Hello

As of the checkbox I meant something like -
[ ] Trust DANE w/o CAs
[ ] Trust CAs w/o DANE
I.e. globally, not per domain. I admit it's not very practical.

As for self-constrained cert, assume the private key is compromised.
Now I tell my CA to revoke the certificate, and with DNSSEC I can't revoke
and have to wait.
If the certificate "constrains itself" to require a CA validation, having
signed TLSA will not prevent me from revoking it.

Actually now I see that this is also answers my own question why we need
usages 0 and 1 - they allow CA-based revocation
in case of the private key compromise.

I wonder if it's the only scenario which benefits from usage 0/1 ?

Actually what made me ask is the following statement in
http://tools.ietf.org/html/rfc6394#section-3.1

> Continuing to require PKIX validation also limits the degree to which
> DNS operators (as distinct from the holders of domains) can interfere
> with TLS authentication through this mechanism. As above, even if a
> DNS operator falsifies DANE records, it cannot masquerade as the
> target server unless it can also obtain a certificate for the target
> domain.

I wonder how the fact that I created one record with use case 0,
prevents my DNS operator from creating a false record with use case 2.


§ **PROBLEM**
What is needed is an exact reproduction of the lines from the one that contains "Where is each" through the end of the data, both included and nothing else, with pictures omitted.

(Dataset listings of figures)
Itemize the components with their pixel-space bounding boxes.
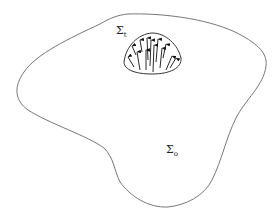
diagram-canvas: Σt Σo (0, 0, 278, 216)
flux-arrows (128, 38, 176, 72)
inner-region-label: Σt (116, 25, 127, 39)
inner-region-boundary (124, 33, 181, 74)
diagram-svg (0, 0, 278, 216)
outer-region-label: Σo (166, 144, 178, 158)
outer-region-boundary (17, 14, 266, 207)
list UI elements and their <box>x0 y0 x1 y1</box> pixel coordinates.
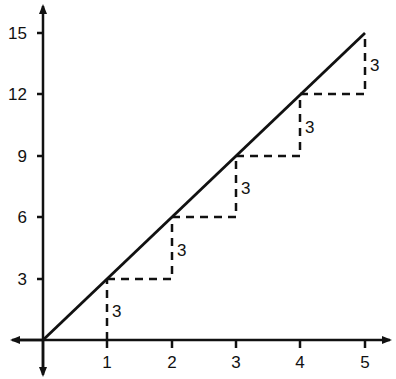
x-tick-label: 1 <box>102 353 111 372</box>
step-labels: 3 3 3 3 3 <box>112 56 379 321</box>
y-tick-label: 15 <box>8 24 27 43</box>
rise-label: 3 <box>370 56 379 75</box>
x-tick-label: 4 <box>295 353 304 372</box>
x-tick-labels: 1 2 3 4 5 <box>102 353 369 372</box>
x-tick-label: 3 <box>231 353 240 372</box>
chart-canvas: 1 2 3 4 5 3 6 9 12 15 3 3 3 3 3 <box>0 0 396 379</box>
y-tick-label: 9 <box>18 147 27 166</box>
y-tick-label: 6 <box>18 208 27 227</box>
y-tick-labels: 3 6 9 12 15 <box>8 24 27 289</box>
rise-label: 3 <box>177 241 186 260</box>
x-tick-label: 2 <box>167 353 176 372</box>
rise-label: 3 <box>241 179 250 198</box>
x-tick-label: 5 <box>360 353 369 372</box>
rise-label: 3 <box>305 118 314 137</box>
line-series <box>43 33 365 340</box>
step-guides <box>107 33 365 340</box>
rise-label: 3 <box>112 302 121 321</box>
y-tick-label: 12 <box>8 85 27 104</box>
y-tick-label: 3 <box>18 270 27 289</box>
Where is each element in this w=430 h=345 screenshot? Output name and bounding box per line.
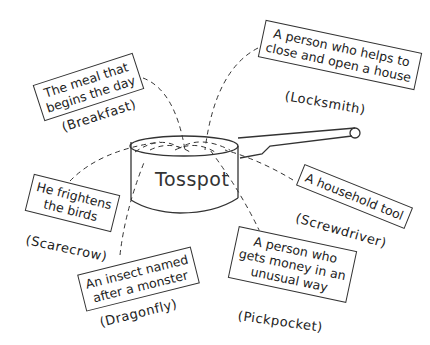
center-word: Tosspot (155, 168, 229, 190)
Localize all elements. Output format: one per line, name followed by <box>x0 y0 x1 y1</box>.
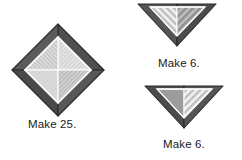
flying-geese-unit-a <box>136 0 218 50</box>
square-in-a-square-block <box>10 22 106 118</box>
caption-make-6-top: Make 6. <box>158 57 200 69</box>
caption-make-25: Make 25. <box>28 118 77 130</box>
flying-geese-unit-b <box>143 82 225 132</box>
caption-make-6-bottom: Make 6. <box>163 138 205 150</box>
figure-canvas: Make 25. Make 6. Make 6. <box>0 0 242 160</box>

§ **RESULT**
Where is each element in this w=430 h=345 screenshot? Output name and bounding box per line.
center-word: Tosspot (155, 168, 229, 190)
Localize all elements. Output format: one per line, name followed by <box>x0 y0 x1 y1</box>.
flying-geese-unit-a <box>136 0 218 50</box>
square-in-a-square-block <box>10 22 106 118</box>
caption-make-6-top: Make 6. <box>158 57 200 69</box>
caption-make-25: Make 25. <box>28 118 77 130</box>
flying-geese-unit-b <box>143 82 225 132</box>
caption-make-6-bottom: Make 6. <box>163 138 205 150</box>
figure-canvas: Make 25. Make 6. Make 6. <box>0 0 242 160</box>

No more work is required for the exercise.